After what seemed like an eternity, Shannon cleared her throat. She was being stupid. He was just a kid.
“Hi,” she said, in a light, airy, I’m-your-new-favorite-babysitter voice.
Silence. The boy just stared.
“Um, I’m from Mommy’s Happy Helpers,” she continued. Was there something wrong with this kid? “I’m the replacement babysitter.”
Nothing.
Great. This gig was going to be more work than she thought. “Are your mom and dad home?” Shannon took a step toward the door. “Maybe you can tell them—”
Without a word, the boy stepped aside, swinging the door wide open. Clearly, it was an invitation to enter the house, but Shannon hesitated. Why was she so nervous? She’d babysat for dozens of families, many of whom had large houses tucked away in the hills. She’d always been safe. One of the reasons she liked working for Debbie was that all the clients were vetted in advance. So why was she suddenly apprehensive about this one?
She was just tired. That had to be it.
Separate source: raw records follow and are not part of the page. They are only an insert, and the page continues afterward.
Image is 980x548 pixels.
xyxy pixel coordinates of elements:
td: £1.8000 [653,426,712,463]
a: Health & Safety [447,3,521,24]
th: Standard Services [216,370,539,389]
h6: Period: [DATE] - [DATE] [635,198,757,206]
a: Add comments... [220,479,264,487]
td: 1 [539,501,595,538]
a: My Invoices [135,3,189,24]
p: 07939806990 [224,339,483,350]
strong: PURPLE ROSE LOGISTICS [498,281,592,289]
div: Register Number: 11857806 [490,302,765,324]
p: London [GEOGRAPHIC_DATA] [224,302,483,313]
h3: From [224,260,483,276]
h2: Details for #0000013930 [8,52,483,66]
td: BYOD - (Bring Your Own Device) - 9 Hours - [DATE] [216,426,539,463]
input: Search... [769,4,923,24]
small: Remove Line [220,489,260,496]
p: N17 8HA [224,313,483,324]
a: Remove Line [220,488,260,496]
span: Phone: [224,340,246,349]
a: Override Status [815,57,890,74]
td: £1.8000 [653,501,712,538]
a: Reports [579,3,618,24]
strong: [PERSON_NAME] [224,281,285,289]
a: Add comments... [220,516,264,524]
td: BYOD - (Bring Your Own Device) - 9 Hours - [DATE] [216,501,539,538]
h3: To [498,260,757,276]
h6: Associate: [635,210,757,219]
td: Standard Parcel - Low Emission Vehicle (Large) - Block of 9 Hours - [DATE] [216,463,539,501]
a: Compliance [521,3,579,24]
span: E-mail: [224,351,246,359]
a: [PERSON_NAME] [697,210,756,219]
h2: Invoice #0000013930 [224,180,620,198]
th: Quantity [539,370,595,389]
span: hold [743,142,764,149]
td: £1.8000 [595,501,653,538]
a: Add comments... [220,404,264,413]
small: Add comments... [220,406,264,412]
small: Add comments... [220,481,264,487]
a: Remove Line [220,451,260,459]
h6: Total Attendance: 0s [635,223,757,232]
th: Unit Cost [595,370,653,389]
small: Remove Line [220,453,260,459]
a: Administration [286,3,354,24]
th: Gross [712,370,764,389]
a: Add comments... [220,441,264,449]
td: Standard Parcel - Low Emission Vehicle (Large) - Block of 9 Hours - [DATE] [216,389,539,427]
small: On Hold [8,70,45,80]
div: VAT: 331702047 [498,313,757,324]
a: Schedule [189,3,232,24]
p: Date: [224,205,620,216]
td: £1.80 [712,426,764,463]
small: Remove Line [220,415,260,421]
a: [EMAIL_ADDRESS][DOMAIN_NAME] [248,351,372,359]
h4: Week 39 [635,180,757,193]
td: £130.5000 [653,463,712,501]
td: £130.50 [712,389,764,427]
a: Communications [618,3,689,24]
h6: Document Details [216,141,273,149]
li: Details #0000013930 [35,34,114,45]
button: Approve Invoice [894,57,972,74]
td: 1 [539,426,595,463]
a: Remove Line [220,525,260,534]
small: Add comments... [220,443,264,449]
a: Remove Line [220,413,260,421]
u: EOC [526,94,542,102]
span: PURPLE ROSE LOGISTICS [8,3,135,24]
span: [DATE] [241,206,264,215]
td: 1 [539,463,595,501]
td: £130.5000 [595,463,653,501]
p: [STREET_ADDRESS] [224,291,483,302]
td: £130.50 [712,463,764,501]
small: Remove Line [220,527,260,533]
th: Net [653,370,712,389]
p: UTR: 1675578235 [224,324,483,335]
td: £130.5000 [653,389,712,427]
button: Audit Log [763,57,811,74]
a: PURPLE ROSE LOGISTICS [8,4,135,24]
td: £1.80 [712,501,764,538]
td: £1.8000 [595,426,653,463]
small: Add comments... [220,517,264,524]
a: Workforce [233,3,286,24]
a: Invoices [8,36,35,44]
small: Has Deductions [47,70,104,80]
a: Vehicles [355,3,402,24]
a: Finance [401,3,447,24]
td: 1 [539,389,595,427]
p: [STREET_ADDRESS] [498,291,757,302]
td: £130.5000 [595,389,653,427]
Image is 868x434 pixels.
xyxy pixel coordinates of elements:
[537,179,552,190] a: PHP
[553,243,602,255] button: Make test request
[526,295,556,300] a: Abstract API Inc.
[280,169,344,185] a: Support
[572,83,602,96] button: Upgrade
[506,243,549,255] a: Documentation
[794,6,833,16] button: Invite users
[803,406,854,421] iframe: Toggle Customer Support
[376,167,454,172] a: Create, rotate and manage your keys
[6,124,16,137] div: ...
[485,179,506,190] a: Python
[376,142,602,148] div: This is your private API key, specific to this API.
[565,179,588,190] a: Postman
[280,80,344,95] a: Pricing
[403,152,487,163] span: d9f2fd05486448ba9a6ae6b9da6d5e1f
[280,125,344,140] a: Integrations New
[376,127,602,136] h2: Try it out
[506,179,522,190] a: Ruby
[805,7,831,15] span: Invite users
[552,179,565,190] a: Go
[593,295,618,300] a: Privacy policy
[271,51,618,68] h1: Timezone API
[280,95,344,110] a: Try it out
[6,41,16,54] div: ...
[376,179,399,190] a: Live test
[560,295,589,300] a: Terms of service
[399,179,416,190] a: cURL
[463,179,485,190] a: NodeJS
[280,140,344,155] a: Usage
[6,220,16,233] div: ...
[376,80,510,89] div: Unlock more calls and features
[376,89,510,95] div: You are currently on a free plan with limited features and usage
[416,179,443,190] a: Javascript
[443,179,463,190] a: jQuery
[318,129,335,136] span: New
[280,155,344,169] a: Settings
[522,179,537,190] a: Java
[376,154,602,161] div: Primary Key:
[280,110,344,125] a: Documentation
She was letting her imagination get the better of her.
Shannon forced the muscles of her face into one of her brightest, most inviting smiles, and stepped inside the house.
The entryway was practically as large as the entire home Shannon and her parents rented in Topanga Canyon. It was two stories high and ran the entire length of the house, stretching fifty feet in each direction. The hardwood floor was a geometrical mosaic of dark and light triangles, waxed and polished with an almost painful glean. Sconces blazed along the walls, and three enormous chrome chandeliers hung from the rafters of the ceiling, illuminating the space in such dazzling light that Shannon had to blink a few times until her eyes adjusted to the brightness.
And yet the room felt cold—intimidating and uninviting. Twin staircases curved up the wall directly opposite the front door, but with the exceptio
n of the red-shirted boy who stood like a sentry at the door, there wasn’t a single piece of furniture in the space.
Except one.
Tick. Tick. Tick.
Directly opposite the front door, centered on a wall between the staircases, stood an enormous grandfather clock.
Tick. Tick. Tick.
“Wow,” Shannon said. Not “wow” as in “awesome!” but “wow” as in “what the hell is that?”
The clock was grotesque. Eight feet tall and wide enough for two adults to stand comfortably inside the body, the clock was an imposing presence in the room. The exterior was a mix of dark and light inlaid wood that, while matching the pattern of the parquet floor, seemed out of place in the sleek, modern home. Two massive pillars flanked either side, and the square face that housed the actual clock mechanism was decorated with curved flourishes that looked almost like devil horns. The face itself was a gothic mish mash of twisted wrought iron and Roman numerals, complete with a barometer and a dial which showed the current phase of the moon.
She took a few steps toward the clock. “That’s bizarre.”
Shannon felt a rush of air behind her, then the door slammed shut. She spun around. Red Shirt still stood beside the door, but a second child—a girl—stood by his side. Like her brother, she had jet black hair, close cropped around her face but longer in the back. She wore the same belted, khaki shorts, but her polo shirt was lemon yellow.
“Hi,” she said, trying to sound casual. “I’m Shannon.”
No answer.
Tick. Tick. Tick.
Shannon glanced back at the clock. It was ridiculously loud, its rhythmic tick echoing off the high ceiling and wood floor. As she stared at the face, she noticed the second hand was frozen in place. The clock wasn’t moving.
“Hey,” she said, walking up to the clock. “Did you know this clock doesn’t work?”
“There’s a neat little clock,
In the school room it stands.”
Shannon spun around. There were three of them now. Another child had appeared as if out of thin air. Another boy. Same haircut and uniform as his brother, but he wore a blue shirt.